We continue our foray into the cinematic oeuvre of Mr Nicolas Cage with one of the strangest performances that he has given. And, in a career practically made on strange performances, for this to stand above the rest – you know it has to be strange. If you know anything about Nic Cage, you will have heard tell about him being somewhat of a method actor with this film being cited as a pretty big example; since this is the film in which he ate a real live cockroach on screen. Just for the hell of it (oh, I’m sure it was for the plot – but, let’s face it, with Nic Cage, we never truly know what to think). Anyway, today’s film is Vampires Kiss.

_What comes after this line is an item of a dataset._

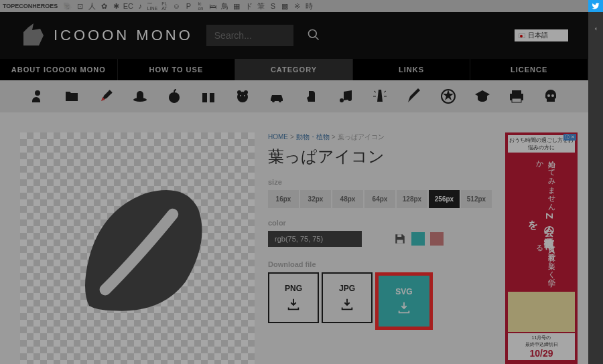 This screenshot has width=603, height=364. I want to click on size-16px: 16px, so click(283, 199).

Vampires Kiss tells the tale of Peter Loew, publishing executive and playboy. During a series of rather halfassed and pathetic one night stands, Peter meets up with a strange woman (Jennifer Beals) and all seems to be going well until a bat flies into his apartment and he begins to fantasize that he may be turning into a vampire. As his psychoses take greater and greater hold on his life, he starts to use his secretary, Alva (Maria Conchita Alonzo) as target, victim and foil for his various outbursts; scaring her to such an extent that she quits her job and enlists the help of her cousin to protect her after Loew assaults her in the basement of his office building while alternatingly hallucinating that he is giving himself to the strange woman he has come to believe is a vampire queen and begging Alva to kill him. Once he gives in to the fantasy that he has become a vampire, he returns to his life of trawling the clubs for sexual conquests, eventually “feeding” on a random young lass he encounters (or, to put it a more accurate way, killing her by biting her throat out). Eventually being driven mad by his own thoughts and action, he is found sleeping in a makeshift coffin (really, an upturned sofa) in his apartment by Alva’s cousin who, in a rage over the earlier attack, kills Peter with a stake through the heart.

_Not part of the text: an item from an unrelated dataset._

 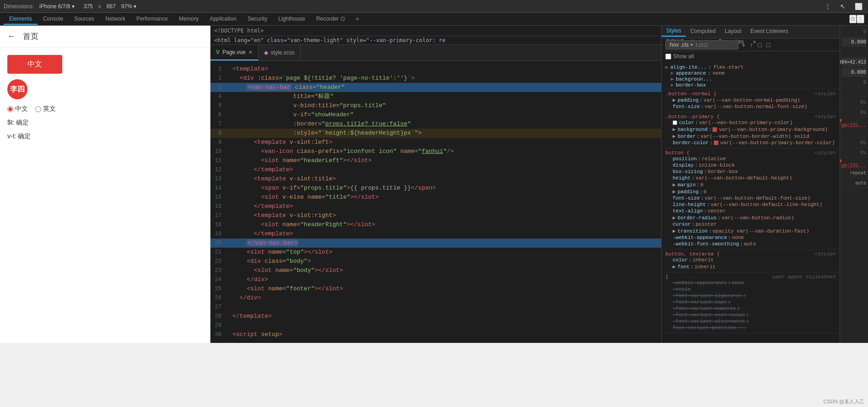 I want to click on more-style-btn: □, so click(x=768, y=45).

I have heard this film be described as 90 minutes of “Nicolas Cage method acting a vampire”, but given some of the performances that the man has given throughout the years, pre AND post Vampires Kiss, I would more accurately describe it as 90 minutes of Nicolas Cage method acting Nicolas Cage. Everything about the man’s performance in this is bizarrely magnetic, from his “South African Keanu Reeves” accent (invented by him to cement the self-imposed pretentiousness of the character) to his (unlike my description of his style yesterday) rather quick spiral into sheer unhinged lunacy; Cage flips between hilarious, creepy, unhinged and even so pathetic that you have to feel sorry for the man with such ease and mastery that you can’t help but be entertained by him for the duration of the film. And, even though there are other characters in the film that he has multiple interactions with, this pretty much a one man show, with Cage using his castmates as little more than glorified props. And it really couldn’t work any other way – since this is a story of one man’s psychosis, it HAS to be that very same one man show.
There really isn’t a whole hell of a lot else that I can say about the film. If you want to see Nic Cage doing what he does best – going batshit crazy; there are a few films that I would recommend to give you just that, and now that I have seen Vampires Kiss, there is one more film that I add to that list.